There are seven states—including California, Oregon, and Washington—where employers must pay the full minimum wage regardless of tips. Does that make you feel differently about tipping? I am a generous tipper, but I grew up in a state that allowed tip credits, and now I live in the city with the highest minimum wage in the country and no tip credits.
I like to give people money and have always tipped a minimum of 20% for food service workers when given the opportunity. I did that in MA and I do that now in WA. It would seem that I’m being equitable because I don’t factor in tip credits. But if that were really the case I would be tipping 30% in MA. It turns out that I actually only care about being generous within the bounds of social norms.
@kyle I will never understand the tip culture in the US. its like socialism, communism or whatever 😂
@obrhoff @kyle it’s outsourcing paying your employees a living wage to the whim of the customer.

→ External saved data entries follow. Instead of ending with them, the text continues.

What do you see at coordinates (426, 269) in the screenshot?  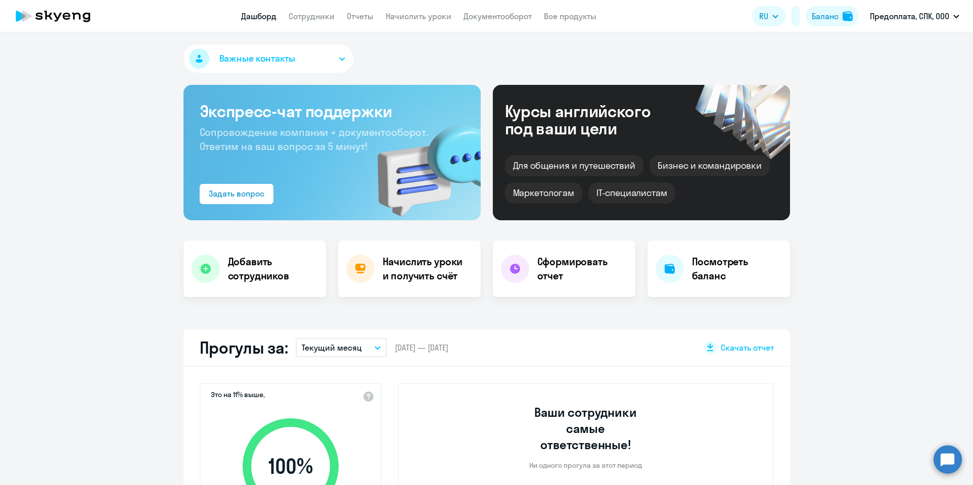 I see `h4: Начислить уроки и получить счёт` at bounding box center [426, 269].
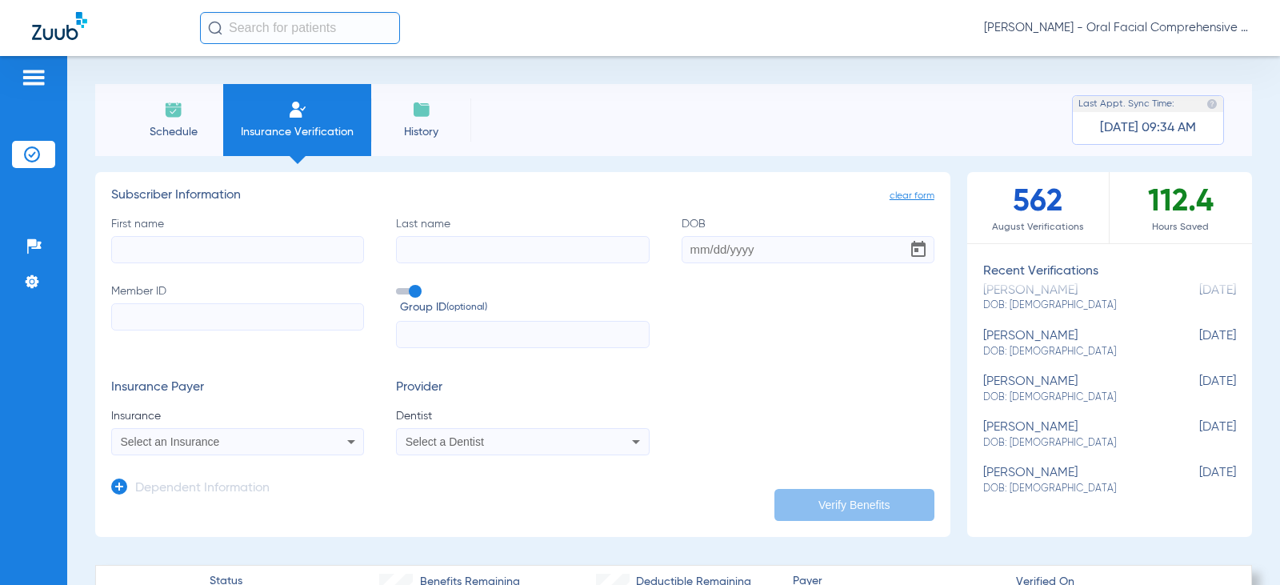 This screenshot has height=585, width=1280. Describe the element at coordinates (808, 239) in the screenshot. I see `label: DOB` at that location.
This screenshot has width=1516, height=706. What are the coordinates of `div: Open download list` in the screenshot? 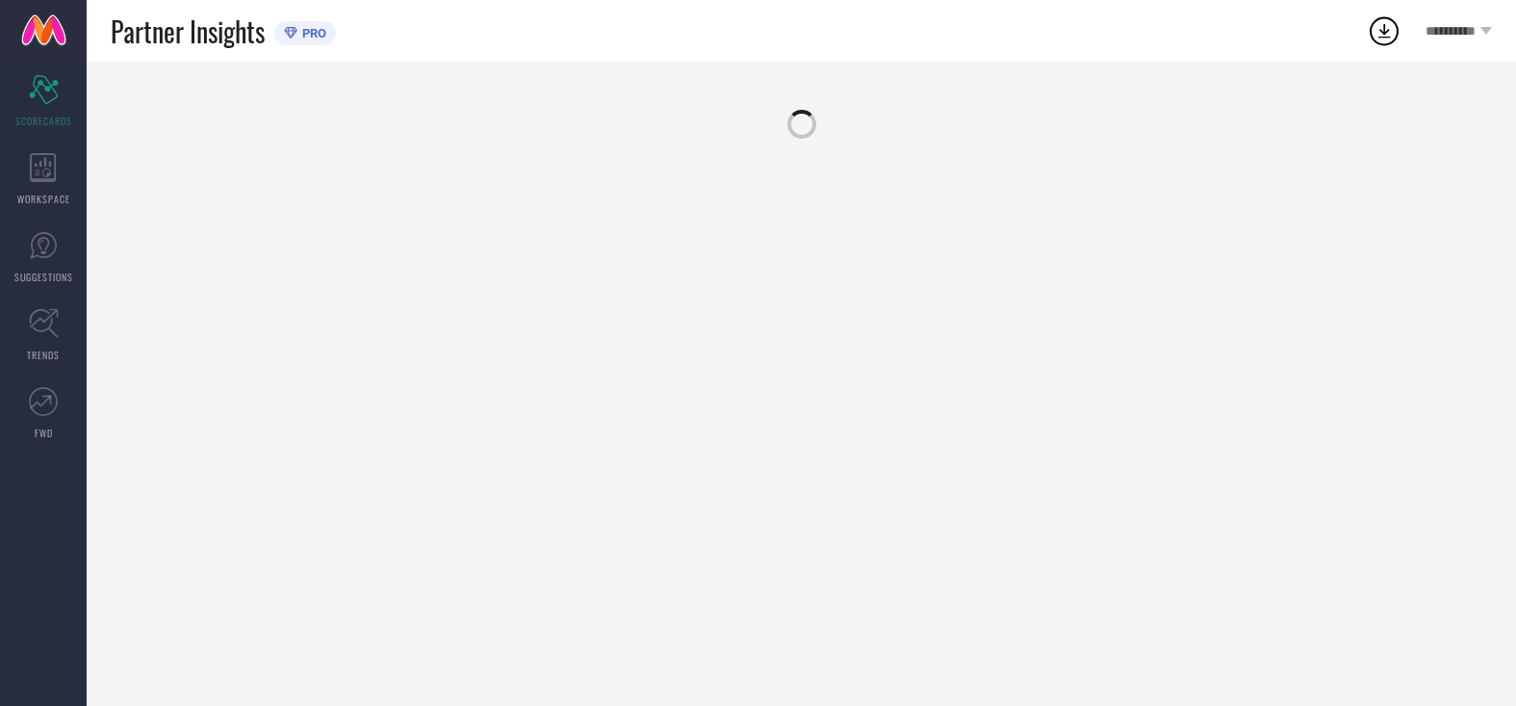 It's located at (1384, 31).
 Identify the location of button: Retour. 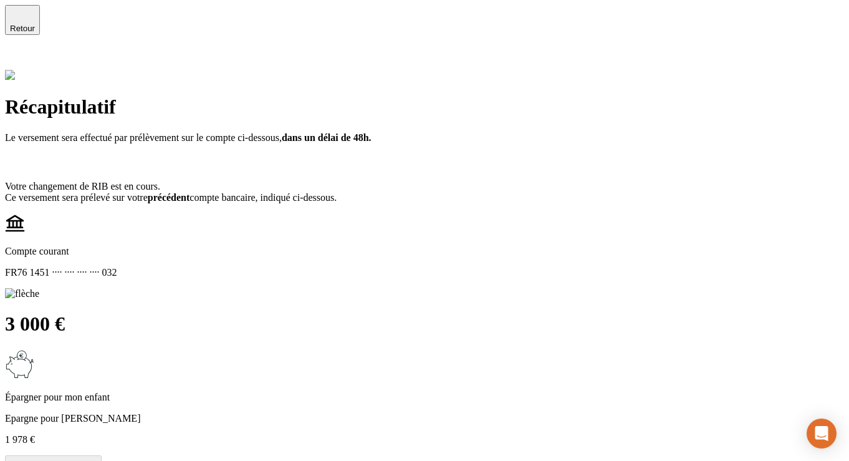
(22, 20).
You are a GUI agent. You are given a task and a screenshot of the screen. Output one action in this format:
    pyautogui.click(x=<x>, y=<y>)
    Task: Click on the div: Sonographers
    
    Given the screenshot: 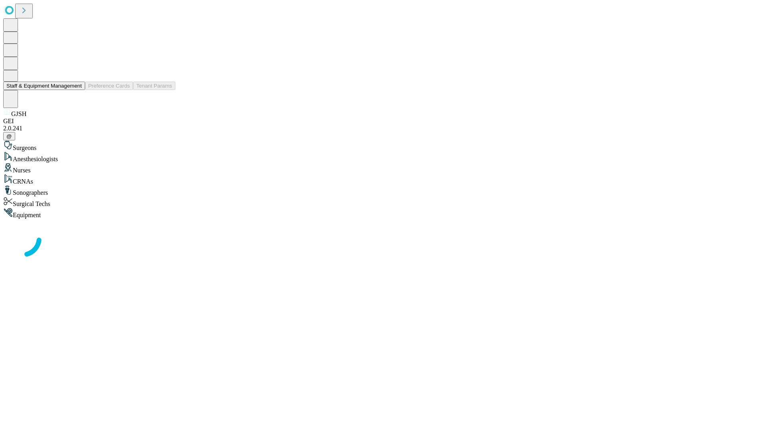 What is the action you would take?
    pyautogui.click(x=384, y=191)
    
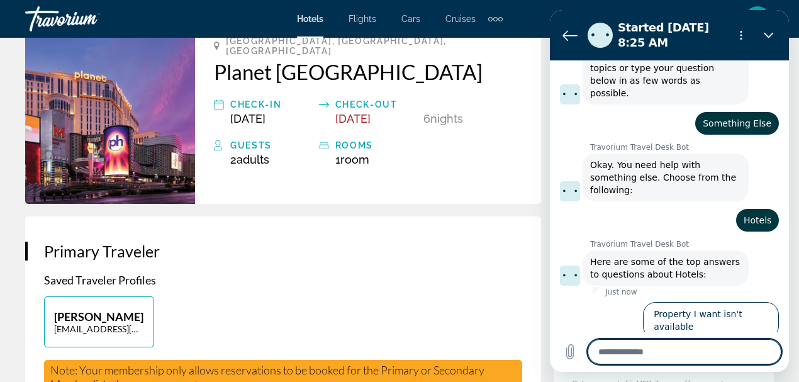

It’s the smaller-scale version of relying on billionaire philanthropy instead of taxing them to fund public budgets. What it definitely isn’t, is socialism.

@nesevis @kyle My comment wasn’t that serious, but I wanted to highlight that it’s not really pure capitalism if your business only works because part of the cost is effectively subsidized by someone else.

Another thing that bothers me as a European is all the junk fees and the fact that prices never include taxes. When you go shopping or eat out here, the price you see is the price you actually pay in the end.

The U.S. feels very customer-hostile in that regard.